Enlarge / The Emoji Movie (2017) anthromorphized the ubiquitous icons we use to convey emotion in online communications.YouTube/Sony Pictures

In 1982, a computer scientist named Scott Fahlman was chatting on an online bulletin board, and used a combination of a colon, a hyphen and a round bracket to indicate that he was joking. This was likely the first emoticon, a kind of emotional shorthand that emerged in online communications to compensate for the loss of in-person tonal clues (facial expressions, gestures, and so forth). Then came emoji, which started spreading rapidly into wider use around 2011. Emoji are now used by roughly 90% of the online population.

That makes them a keen topic of interest to linguists like Philip Seargeant. Seargeant is a senior lecturer in applied linguistics at The Open University in England. His specialty is the study of language and social media, with a particular focus on the politics of online interaction. Given his linguistics expertise, he naturally found himself intrigued by the rise and eventual dominance of emoji in online communication, and that fascination led to his first popular science book: The Emoji Revolution: How Technology is Shaping the Future of Communication.

"I've always been interested in a mixture of the visual as a sort of language," Seargeant told Ars. "Emoji are often seen as very frivolous, a little bit childlike. But at the same time there's something more serious about the way they're being used, despite their cartoonish look—both in the way people use them, and in the sophistication they have as language."

A rich history

The emergence of emoticons and emoji has been driven by rapid technological changes as the Internet became a dominant force for global mass communication. It's brought along with it the usual handwringing from change-averse elders about how their usage is destroying language. But far from being a unique feature of the Internet era, Seargeant argues that human beings have long sought to find these kinds of visual shortcuts to indicate tone.

For instance, John Wilkins, a co-founder of the Royal Society in the 17th century, believed that the limitations of language were holding back scientific progress. He dreamed of inventing a universal language, and went so far as to construct a group of symbols with several colleagues he called "Real Characters." These were not written representations of spoken words; rather, they represented key concepts visually, much like emoji do today. In the 1580s, an English printer named Henry Denham proposed the use of a reversed question mark to indicate irony. The late 19th century writer Ambrose Bierce, author of The Devil's Dictionary, proposed implementing a "snigger point," which he argued should "be appended … to every jocular or ironical sentence." Clearly, there has long been a need for symbols to augment written language.

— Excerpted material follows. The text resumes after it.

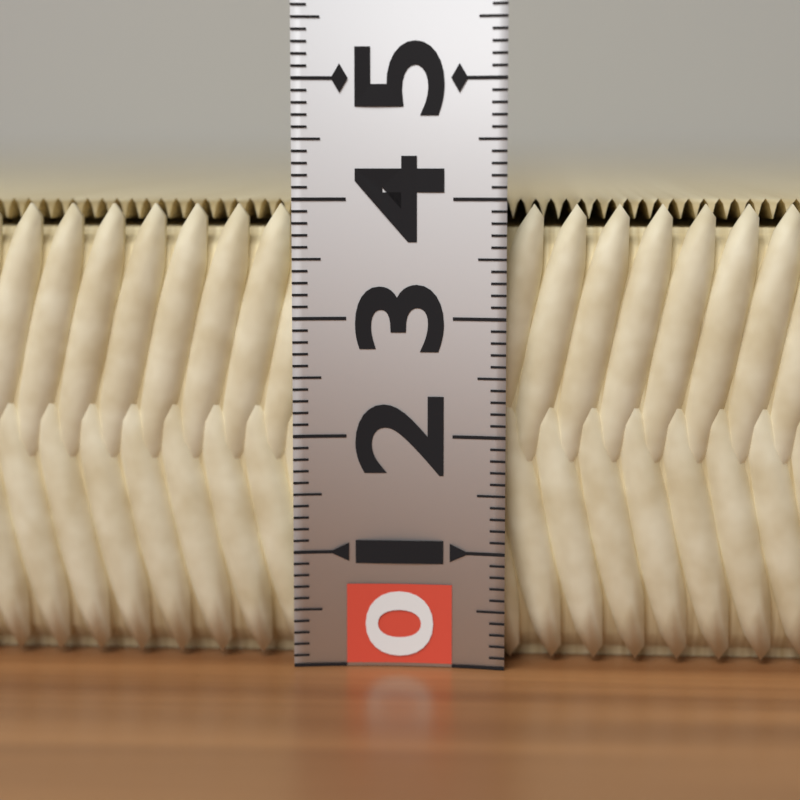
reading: 4.0 (no unit)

Philip Seargeant argues in his new book that emoji are at the vanguard of rapid changes in language.
Enlarge / Philip Seargeant argues in his new book that emoji are at the vanguard of rapid changes in language.Philip Seargeant/Cambridge University Press

Ars: I found the early history of failed attempts to augment written communication with symbols fascinating. Yet none of these earlier attempts really took hold on quite the same level as emoji. Is that because of today's rapid technological changes?

Seargeant: You can think of writing itself as a type of technology, in a way that speech isn't. Speech is something that we all naturally do as we grow up. The alphabet is a technology. Writing was invented. In that sense, emoji are just part of that history, part of the human condition. On the other hand, it's very specifically a part of that history as it relates to digital communication devices. Emoji is very much suited to what we do on social media now. The main advantage is that it adds emotional coloring, or emotional flavor, to written language. Written language can obviously express things in great nuance. But when you're writing on social media quickly, in a conversational style, a lot of that stuff gets lost. Emoji are a way of adding that back in.

It's very difficult to invent a language and then assume people will pick up on that. It's sort of organic. It's being in the right place at the right time, being backed by the right people at the right time. When Apple added emoji to the iPhone, that gave it a huge boost. This is why its rise is tightly linked to corporate history and corporate culture. But the creativity part of it is another reason why they're so popular. You can do quite innovative things in a very simple way with things like Bitmoji or Memoji. You can design them to look like yourself.

Ars: What about all the grumpy curmudgeons writing OpEds about how text-speak and emoji used by kids today are "ruining language"?

Seargeant: There's a natural tendency for people to have these sorts of mini moral panics. It's not just emoji, before it was texting, before that it was probably something else, even back to people sending telegrams. So it's very much generational, like teen slang. Young people are doing things in ways that other people disagree with, and so they see it as degenerate. But language always changes; patterns of language shift constantly. It's incredibly complex. We all have a repertoire. Emoji is just another instance of a new repertoire coming along.

"You have to have a sophisticated understanding of how language and communication work to use emoji."

There's also this complaint that it's ruined literacy among young people, because they're just sending emoji. Again, that's not the case. You have to have a sophisticated understanding of how language and communication work to use emoji—like using them in a playful way, building words from putting two emoji together, and so forth.